The change would forever alter the lifestyle of neighbors in every direction.

As many as 2,400 cars per hour would drive in or out of the shopping center, according to a Wal-Mart traffic study. That would match a busy day at NorthTown Mall, city records show.

Shoppers would spend money in nearly 370,000 square feet of retail space, including the Wal-Mart store, a yet unnamed discount store equal to Wal-Mart’s size and several other buildings. Fast-food restaurants and acres of parking would accommodate shoppers where kids once rode bikes through tree groves and sledded on an area known as the “Big W.”

Squirrels, song birds and rabbits on the land would be displaced.

Ironically, the development would replace a business whose main purpose is to grow trees. Nelson’s Landscape, a wholesale supplier of trees and shrubs, has been on the property since 1961, when Dave Nelson was born.

Duane and Donna Nelson sold the business a dozen years ago but hung onto the property. As an adult, son Dave continues to operate a landscape design business on the site out of the home in which he grew up.

The Nelsons said Wal-Mart approached them last year about selling a piece of their land for a retail store. The remainder of the property will be developed by the family’s Pente Partnership, giving them control over the type of tenants in the center.

“There’s a lot of fond memories there,” Duane Nelson says. “We’re not going to turn it loose and create a monster.”

According to Wal-Mart’s request for a zoning change, 75 percent of the shopping center property will be covered by buildings or asphalt. The majority of existing vegetation will be removed except on the perimeter, where power lines provide a 100- to 200-foot buffer from the back yards of Camelot north of the site, and College Place homes to the south.

Not everyone opposes the plan.

Maralyn Coe, a grandmother and 12-year resident of Camelot, says she’s learned to expect change.

“It doesn’t make much difference to me,” she says. “If they want to do it, I figure they will.”

But others are fighting mad.

Claudia Couch, a College Place resident who recently helped gather 100 signatures to oppose a proposed Alton’s Tire Store on the Newport Highway, says she and her neighbors will join Camelot to fight Wal-Mart.

“I’m not pleased,” Couch says. “We’ll get the ripple effect of that project.”

Before Wal-Mart can begin construction, Spokane County commissioners must ignore opponents and agree to rezone the property. The commissioners could find it difficult to reject the America’s largest retail chain, which will anchor a shopping center that promises both increased tax revenue and job growth.

The chain operates 2,247 Wal-Mart stores, including 15 in Washington and three in North Idaho. It has 640,000 employees and garners $93.6 billion in annual sales.

Up to 700 people would work at the Wal-Mart and other stores at the shopping center, county files show.

While many communities have opposed Wal-Mart stores, few ever win.

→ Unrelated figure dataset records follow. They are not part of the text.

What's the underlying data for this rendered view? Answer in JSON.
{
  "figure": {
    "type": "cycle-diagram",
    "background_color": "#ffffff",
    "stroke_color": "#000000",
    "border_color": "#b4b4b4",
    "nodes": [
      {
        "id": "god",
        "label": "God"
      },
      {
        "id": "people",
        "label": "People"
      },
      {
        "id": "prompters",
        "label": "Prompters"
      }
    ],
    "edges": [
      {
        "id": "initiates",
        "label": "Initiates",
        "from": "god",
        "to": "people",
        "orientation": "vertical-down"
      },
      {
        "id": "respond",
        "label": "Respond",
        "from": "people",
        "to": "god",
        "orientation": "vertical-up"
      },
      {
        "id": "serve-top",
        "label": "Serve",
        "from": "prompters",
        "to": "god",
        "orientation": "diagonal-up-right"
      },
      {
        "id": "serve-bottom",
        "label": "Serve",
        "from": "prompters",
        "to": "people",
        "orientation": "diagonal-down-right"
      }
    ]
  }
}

Barniol, however, thinks Camelot, a subdivision of 290 homes, has a chance. Residents, she says, bought their homes with the understanding that the Nelson’s property was zoned for residential development. And the county’s division of building and planning initially has opposed Wal-Mart’s rezoning request.

Moreover, the traffic impacts on Newport Highway and those who live around the Wal-Mart site may be too egregious to ignore, Barniol argues.

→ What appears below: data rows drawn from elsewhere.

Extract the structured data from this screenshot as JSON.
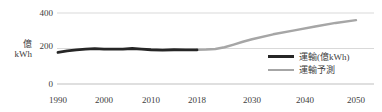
{
  "chart_data": {
    "type": "line",
    "title": "",
    "subtitle": "",
    "xlabel": "",
    "ylabel": "億\nkWh",
    "ylabel_lines": [
      "億",
      "kWh"
    ],
    "ylim": [
      0,
      400
    ],
    "yticks": [
      0,
      200,
      400
    ],
    "ytick_labels": [
      "0",
      "200",
      "400"
    ],
    "xticks": [
      1990,
      2000,
      2010,
      2018,
      2030,
      2040,
      2050
    ],
    "xtick_labels": [
      "1990",
      "2000",
      "2010",
      "2018",
      "2030",
      "2040",
      "2050"
    ],
    "xlim": [
      1990,
      2050
    ],
    "grid": true,
    "grid_axis": "y",
    "legend_position": "lower right",
    "series": [
      {
        "name": "運輸(億kWh)",
        "color": "#262626",
        "width": 3,
        "x": [
          1990,
          1992,
          1994,
          1996,
          1998,
          2000,
          2002,
          2004,
          2006,
          2008,
          2010,
          2012,
          2014,
          2016,
          2018
        ],
        "values": [
          178,
          186,
          192,
          196,
          199,
          197,
          196,
          197,
          200,
          197,
          193,
          191,
          193,
          192,
          192
        ]
      },
      {
        "name": "運輸予測",
        "color": "#a6a6a6",
        "width": 2,
        "x": [
          2018,
          2020,
          2022,
          2024,
          2026,
          2028,
          2030,
          2034,
          2038,
          2042,
          2046,
          2050
        ],
        "values": [
          193,
          194,
          197,
          207,
          222,
          238,
          252,
          280,
          302,
          324,
          344,
          360
        ]
      }
    ]
  },
  "legend": {
    "items": [
      {
        "label": "運輸(億kWh)",
        "swatch": "line-swatch-historical"
      },
      {
        "label": "運輸予測",
        "swatch": "line-swatch-forecast"
      }
    ]
  },
  "axis": {
    "y_title_top": "億",
    "y_title_bottom": "kWh",
    "ytick_0": "0",
    "ytick_200": "200",
    "ytick_400": "400",
    "xtick_1990": "1990",
    "xtick_2000": "2000",
    "xtick_2010": "2010",
    "xtick_2018": "2018",
    "xtick_2030": "2030",
    "xtick_2040": "2040",
    "xtick_2050": "2050"
  },
  "colors": {
    "historical_line": "#262626",
    "forecast_line": "#a6a6a6",
    "gridline": "#d9d9d9",
    "text": "#404040",
    "background": "#ffffff"
  }
}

The county last year permitted a “fire lane” through the back side of Camelot connecting to Hastings Road. Once shoppers discover the paved shortcut between a Fred Meyer store under construction at Wandermere Shopping Center, at Hastings and Highway 395, and WalMart, Barniol warns, they’ll zip through Camelot.

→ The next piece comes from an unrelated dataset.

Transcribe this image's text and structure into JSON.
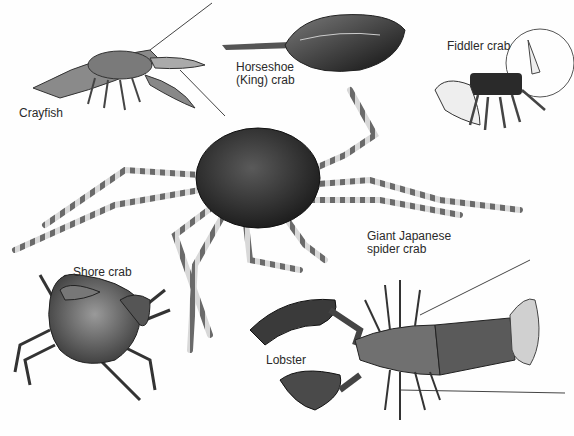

“We’re going to become a cut-through area,” says Barniol, mother of two boys. “This plan makes the neighborhood unsafe for kids.”

County planner Steve Davenport says a public hearing will be held later this summer and a decision on the rezoning request could be made in time for Wal-Mart to begin clearing the land before snow falls.

Whatever the decision, it is certain to affect this and future generations.

“This is a fun place,” says 10-year-old Joey Owens as he and his friends explore Nelson’s forest behind Camelot. “I think they should have a bike track all around and then pave over the rest.”